SEX SHOCKER
There was a very good reason why one of the troopers in the Royal Scots Greys was known as “The Pretty Dragoon”. He was actually a she. The trooper’s decade-old secret came out when she was brought to doctors with a fractured skull during the Battle of Ramillies in 1706. Not only that, but a fellow trooper passing himself off as her brother turned out to be her husband.
Dublin woman Christian Cavanagh had first joined the army in 1693 after discovering her husband had run off to join the British forces fighting in Flanders. She was to serve in several regiments before finding her husband in the ranks of the Royal Scots in 1704. During that time, she was wounded a least once and captured by the French, but she always managed to avoid her true sex being revealed. She was to serve five years with the Scots Greys before her secret was finally exposed.
Although Cavanagh was kicked out of the army, she was allowed to remain with the troops as a cook. During the fighting at Ath in 1706 she couldn’t resist snatching up a musket. She was shot in the face but survived. Her husband was killed in 1709 but within three months she had married another soldier. He was killed not long after the wedding but Cavanagh then married a Welch Fusilier. By then she was famous and known throughout the army as “Mother Ross”. The petticoat warrior was eventually granted a pension of a shilling a day and when she died in 1739 she was buried with full military honours.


= Directions for this task =
Please tally the lines in the data below that include the string "figure", and reply with only the total.

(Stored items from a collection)

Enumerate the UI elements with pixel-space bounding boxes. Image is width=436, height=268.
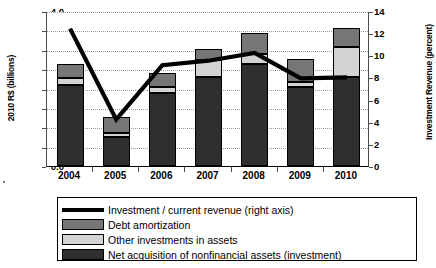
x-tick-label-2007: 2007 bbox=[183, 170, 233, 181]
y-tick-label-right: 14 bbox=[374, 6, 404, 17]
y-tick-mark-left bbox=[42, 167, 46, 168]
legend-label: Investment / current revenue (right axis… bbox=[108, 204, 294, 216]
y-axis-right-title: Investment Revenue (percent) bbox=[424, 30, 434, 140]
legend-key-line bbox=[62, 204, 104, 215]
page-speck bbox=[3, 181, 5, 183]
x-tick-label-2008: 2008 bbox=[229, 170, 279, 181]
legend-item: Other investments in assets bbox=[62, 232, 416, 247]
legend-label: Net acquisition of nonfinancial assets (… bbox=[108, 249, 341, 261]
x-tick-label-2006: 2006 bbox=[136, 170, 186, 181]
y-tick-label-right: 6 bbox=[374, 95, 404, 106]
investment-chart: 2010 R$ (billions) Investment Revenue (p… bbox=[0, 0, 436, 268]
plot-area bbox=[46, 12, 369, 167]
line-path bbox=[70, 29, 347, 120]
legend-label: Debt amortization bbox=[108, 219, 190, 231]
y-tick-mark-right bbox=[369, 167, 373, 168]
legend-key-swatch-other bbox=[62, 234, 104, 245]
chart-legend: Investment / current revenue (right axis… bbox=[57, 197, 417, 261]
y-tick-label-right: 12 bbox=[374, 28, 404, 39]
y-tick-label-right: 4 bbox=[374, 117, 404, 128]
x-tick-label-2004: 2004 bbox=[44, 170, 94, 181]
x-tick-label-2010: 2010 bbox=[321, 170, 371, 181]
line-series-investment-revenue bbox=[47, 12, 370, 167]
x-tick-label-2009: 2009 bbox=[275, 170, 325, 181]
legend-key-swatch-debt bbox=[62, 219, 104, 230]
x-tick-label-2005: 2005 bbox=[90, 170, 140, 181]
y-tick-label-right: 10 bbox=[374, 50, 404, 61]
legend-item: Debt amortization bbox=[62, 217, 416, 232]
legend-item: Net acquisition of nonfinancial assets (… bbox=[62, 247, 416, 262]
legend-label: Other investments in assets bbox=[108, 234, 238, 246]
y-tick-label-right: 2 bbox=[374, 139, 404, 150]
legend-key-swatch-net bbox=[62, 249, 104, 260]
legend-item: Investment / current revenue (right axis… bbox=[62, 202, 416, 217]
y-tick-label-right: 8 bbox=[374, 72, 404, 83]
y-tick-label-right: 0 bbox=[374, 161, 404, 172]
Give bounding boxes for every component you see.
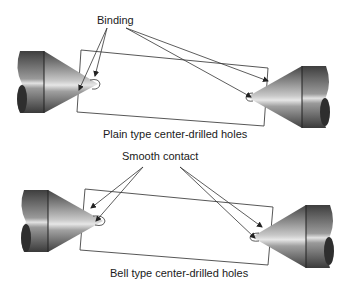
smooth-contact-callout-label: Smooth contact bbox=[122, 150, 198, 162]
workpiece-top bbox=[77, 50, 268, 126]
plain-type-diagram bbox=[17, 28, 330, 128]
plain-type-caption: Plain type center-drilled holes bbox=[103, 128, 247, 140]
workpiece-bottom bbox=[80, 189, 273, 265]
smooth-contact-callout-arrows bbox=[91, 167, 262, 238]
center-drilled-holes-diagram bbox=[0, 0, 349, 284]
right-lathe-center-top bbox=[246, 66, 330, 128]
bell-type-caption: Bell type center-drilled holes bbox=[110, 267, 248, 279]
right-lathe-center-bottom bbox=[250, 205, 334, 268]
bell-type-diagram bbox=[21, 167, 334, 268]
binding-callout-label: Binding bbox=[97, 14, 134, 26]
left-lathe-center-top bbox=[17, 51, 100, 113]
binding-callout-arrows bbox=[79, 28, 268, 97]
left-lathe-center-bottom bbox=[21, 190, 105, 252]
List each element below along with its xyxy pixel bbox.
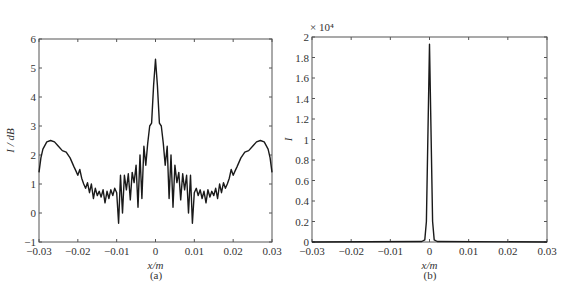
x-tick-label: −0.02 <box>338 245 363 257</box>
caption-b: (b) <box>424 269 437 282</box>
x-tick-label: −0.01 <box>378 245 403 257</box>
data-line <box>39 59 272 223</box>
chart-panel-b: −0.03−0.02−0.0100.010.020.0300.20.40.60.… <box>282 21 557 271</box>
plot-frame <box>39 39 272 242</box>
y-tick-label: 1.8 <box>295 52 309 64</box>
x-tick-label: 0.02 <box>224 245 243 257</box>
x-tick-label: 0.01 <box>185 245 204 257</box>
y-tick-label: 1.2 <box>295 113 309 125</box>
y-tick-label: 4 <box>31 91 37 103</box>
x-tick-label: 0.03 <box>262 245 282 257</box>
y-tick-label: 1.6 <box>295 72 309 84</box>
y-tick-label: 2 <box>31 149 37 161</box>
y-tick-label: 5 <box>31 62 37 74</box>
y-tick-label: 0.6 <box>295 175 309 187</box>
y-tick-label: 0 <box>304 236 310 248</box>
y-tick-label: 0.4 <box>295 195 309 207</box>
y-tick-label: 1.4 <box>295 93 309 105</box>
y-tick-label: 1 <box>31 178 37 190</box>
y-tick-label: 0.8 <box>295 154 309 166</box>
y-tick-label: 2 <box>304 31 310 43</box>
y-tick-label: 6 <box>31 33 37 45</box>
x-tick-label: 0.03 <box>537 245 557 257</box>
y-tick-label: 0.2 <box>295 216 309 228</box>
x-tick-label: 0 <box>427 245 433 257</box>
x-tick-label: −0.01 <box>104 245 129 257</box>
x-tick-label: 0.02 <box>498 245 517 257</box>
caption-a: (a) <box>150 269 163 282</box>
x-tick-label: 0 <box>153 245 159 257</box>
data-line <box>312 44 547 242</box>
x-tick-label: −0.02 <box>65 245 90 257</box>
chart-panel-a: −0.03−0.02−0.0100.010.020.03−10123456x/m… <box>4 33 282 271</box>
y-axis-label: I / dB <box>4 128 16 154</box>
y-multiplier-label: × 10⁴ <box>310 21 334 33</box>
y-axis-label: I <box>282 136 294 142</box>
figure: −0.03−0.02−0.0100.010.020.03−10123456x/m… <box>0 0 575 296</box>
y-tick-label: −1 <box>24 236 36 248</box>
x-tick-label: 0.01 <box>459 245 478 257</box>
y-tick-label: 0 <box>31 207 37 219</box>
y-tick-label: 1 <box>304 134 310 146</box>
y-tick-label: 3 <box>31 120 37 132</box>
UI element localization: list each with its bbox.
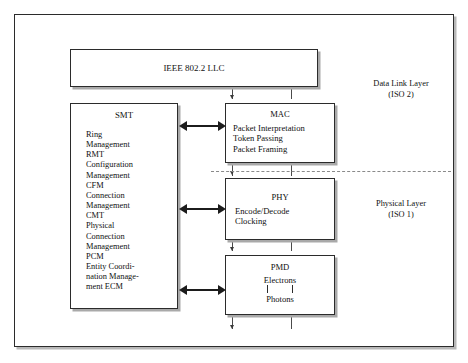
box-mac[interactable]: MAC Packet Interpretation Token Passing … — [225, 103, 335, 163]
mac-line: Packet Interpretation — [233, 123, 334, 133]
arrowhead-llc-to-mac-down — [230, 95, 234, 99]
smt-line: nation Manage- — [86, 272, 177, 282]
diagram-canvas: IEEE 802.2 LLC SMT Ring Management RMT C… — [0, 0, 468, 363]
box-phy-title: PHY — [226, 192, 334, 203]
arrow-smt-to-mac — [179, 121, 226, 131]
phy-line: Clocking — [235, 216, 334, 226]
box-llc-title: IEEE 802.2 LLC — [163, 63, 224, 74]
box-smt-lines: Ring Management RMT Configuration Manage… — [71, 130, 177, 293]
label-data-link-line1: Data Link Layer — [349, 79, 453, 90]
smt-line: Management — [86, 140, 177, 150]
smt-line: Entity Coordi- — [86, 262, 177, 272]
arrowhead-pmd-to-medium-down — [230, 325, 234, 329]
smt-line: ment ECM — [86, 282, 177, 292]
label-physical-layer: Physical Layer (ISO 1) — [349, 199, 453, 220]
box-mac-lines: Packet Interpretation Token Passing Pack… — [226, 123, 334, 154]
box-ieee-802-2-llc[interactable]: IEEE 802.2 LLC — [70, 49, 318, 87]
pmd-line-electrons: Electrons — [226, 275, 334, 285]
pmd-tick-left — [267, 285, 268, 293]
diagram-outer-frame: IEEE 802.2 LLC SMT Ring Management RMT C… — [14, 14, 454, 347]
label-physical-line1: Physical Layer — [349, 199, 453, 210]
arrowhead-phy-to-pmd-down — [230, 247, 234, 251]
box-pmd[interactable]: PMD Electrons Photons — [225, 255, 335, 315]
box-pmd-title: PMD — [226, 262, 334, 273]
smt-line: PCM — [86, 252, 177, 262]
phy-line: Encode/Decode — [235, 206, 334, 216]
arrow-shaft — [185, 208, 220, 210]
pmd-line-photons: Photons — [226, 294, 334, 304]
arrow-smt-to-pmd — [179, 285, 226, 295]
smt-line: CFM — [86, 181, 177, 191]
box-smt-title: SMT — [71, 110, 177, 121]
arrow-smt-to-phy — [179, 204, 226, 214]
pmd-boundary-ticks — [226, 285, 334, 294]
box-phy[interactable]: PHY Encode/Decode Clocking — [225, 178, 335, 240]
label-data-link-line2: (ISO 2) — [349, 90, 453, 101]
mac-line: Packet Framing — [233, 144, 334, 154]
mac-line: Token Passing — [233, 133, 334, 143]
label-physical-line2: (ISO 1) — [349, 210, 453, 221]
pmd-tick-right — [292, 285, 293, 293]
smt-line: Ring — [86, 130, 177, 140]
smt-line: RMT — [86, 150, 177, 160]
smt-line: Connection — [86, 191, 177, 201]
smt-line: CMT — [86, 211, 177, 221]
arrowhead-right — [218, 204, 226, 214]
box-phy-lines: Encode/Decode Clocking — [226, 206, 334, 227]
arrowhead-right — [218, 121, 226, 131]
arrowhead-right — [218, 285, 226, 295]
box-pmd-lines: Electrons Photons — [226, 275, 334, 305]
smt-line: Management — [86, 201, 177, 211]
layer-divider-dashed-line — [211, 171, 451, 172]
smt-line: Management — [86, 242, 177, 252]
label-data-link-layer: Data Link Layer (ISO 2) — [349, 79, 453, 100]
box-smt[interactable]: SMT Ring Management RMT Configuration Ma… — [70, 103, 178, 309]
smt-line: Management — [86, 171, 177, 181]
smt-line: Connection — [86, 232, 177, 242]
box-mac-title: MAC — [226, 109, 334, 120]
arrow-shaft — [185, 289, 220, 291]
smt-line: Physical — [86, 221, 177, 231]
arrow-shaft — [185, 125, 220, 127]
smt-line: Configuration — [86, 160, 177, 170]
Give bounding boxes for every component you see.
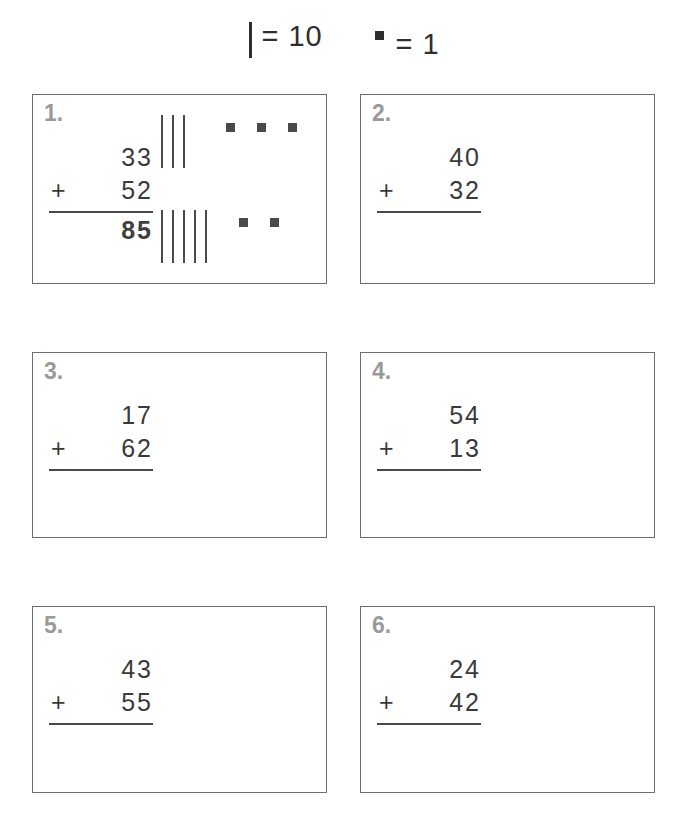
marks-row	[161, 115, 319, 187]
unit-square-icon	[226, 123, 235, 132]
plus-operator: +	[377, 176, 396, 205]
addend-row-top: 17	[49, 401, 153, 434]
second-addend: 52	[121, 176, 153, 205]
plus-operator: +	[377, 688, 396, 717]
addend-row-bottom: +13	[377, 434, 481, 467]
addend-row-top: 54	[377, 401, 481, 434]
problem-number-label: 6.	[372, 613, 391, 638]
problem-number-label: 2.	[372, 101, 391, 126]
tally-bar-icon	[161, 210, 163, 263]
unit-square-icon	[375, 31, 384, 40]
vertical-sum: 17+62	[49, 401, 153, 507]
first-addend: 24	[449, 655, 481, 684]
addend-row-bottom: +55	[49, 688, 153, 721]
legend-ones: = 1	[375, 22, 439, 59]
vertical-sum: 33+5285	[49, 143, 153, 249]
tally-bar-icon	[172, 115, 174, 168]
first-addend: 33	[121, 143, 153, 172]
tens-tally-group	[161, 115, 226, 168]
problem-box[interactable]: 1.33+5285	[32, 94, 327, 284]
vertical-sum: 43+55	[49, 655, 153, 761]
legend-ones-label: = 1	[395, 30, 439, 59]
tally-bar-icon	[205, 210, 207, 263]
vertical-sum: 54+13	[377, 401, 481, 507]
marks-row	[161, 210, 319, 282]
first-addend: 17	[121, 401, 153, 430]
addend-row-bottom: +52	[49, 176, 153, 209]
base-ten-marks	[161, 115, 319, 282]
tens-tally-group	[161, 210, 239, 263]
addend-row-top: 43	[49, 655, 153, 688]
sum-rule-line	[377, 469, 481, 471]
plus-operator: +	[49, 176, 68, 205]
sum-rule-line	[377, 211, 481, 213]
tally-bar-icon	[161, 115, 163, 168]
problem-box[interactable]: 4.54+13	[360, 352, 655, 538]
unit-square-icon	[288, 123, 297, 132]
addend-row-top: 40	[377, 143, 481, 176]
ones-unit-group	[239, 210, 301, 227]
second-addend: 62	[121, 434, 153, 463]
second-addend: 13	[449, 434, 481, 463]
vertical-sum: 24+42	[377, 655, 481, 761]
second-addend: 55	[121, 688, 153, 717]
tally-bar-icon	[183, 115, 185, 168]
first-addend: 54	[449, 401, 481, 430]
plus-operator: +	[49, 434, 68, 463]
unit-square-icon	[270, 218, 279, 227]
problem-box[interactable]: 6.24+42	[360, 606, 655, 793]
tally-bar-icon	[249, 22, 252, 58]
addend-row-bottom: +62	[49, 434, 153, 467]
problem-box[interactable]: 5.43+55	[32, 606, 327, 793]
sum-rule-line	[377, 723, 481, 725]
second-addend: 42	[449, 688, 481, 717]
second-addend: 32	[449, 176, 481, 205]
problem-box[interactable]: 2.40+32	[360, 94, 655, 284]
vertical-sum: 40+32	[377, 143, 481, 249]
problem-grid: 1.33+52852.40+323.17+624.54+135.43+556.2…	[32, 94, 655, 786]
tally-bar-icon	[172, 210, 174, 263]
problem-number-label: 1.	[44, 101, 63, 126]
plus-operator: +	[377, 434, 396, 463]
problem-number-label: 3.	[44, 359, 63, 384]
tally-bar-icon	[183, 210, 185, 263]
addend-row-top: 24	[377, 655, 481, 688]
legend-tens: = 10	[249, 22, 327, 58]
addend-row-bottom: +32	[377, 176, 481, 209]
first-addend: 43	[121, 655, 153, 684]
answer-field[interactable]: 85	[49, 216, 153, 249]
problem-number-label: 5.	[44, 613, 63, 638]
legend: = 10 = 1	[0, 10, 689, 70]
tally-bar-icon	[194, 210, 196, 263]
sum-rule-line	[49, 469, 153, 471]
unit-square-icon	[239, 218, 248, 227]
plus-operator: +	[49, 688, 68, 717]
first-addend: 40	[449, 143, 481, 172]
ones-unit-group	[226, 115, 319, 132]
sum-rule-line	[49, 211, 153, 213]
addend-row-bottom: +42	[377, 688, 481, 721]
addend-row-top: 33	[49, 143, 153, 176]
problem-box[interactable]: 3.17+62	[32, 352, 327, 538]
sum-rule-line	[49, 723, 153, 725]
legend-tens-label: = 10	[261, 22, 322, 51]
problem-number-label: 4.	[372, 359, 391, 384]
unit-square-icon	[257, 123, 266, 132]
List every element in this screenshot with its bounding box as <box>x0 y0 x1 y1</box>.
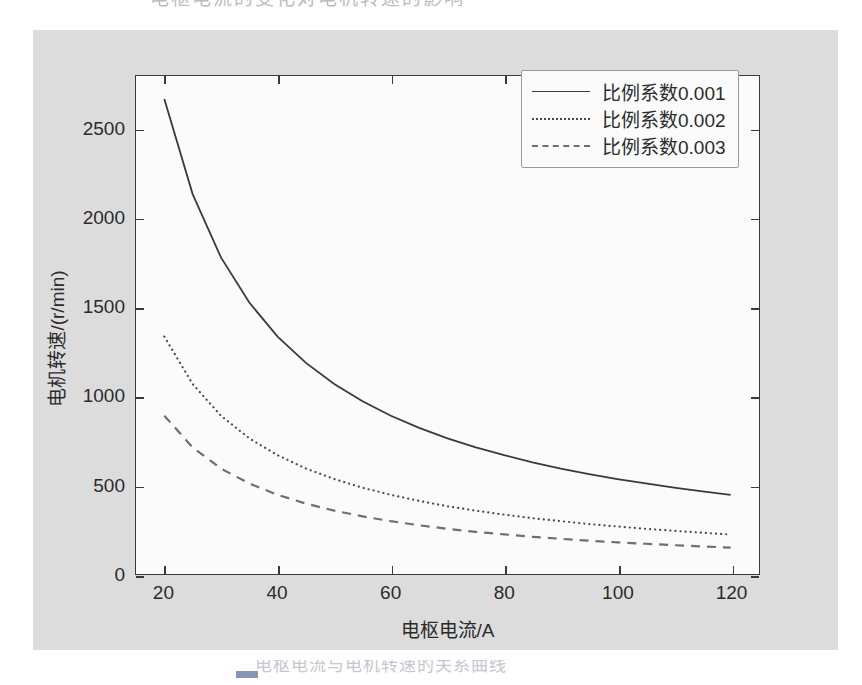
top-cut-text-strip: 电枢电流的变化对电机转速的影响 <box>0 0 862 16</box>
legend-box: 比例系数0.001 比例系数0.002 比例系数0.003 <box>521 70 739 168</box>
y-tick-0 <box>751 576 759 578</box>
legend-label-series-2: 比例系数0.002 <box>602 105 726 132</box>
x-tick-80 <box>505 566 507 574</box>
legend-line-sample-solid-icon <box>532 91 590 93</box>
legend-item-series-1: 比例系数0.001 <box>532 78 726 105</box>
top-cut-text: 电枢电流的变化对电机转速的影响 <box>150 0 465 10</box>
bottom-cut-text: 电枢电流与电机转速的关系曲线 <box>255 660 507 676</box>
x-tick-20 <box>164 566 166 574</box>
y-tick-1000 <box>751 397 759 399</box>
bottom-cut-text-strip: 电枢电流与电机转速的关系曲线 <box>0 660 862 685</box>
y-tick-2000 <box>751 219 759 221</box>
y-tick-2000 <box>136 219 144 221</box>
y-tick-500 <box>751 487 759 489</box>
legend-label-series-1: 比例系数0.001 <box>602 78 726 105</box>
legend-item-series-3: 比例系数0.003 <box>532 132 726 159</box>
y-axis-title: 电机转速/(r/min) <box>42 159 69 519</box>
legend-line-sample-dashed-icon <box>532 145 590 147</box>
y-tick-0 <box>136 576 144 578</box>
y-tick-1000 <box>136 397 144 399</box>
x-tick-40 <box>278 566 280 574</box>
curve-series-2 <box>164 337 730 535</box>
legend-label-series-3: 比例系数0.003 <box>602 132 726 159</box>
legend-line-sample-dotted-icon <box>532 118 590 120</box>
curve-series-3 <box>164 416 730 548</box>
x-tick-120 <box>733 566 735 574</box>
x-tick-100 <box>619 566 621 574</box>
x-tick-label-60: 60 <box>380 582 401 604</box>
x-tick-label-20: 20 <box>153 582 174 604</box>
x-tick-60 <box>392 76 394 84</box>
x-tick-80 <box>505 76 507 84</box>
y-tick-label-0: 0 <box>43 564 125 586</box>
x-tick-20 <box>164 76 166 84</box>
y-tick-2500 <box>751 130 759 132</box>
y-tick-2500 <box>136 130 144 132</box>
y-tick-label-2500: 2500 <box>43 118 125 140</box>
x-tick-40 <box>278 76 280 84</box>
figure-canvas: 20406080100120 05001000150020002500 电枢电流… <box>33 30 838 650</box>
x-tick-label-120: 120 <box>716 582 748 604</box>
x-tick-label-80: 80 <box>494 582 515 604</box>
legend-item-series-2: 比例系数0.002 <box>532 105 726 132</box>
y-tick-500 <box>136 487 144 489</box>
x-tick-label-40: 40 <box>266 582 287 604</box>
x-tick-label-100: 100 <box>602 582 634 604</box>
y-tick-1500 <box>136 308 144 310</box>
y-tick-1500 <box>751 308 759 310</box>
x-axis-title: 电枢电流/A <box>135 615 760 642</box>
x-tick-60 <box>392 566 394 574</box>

= Written answer =
2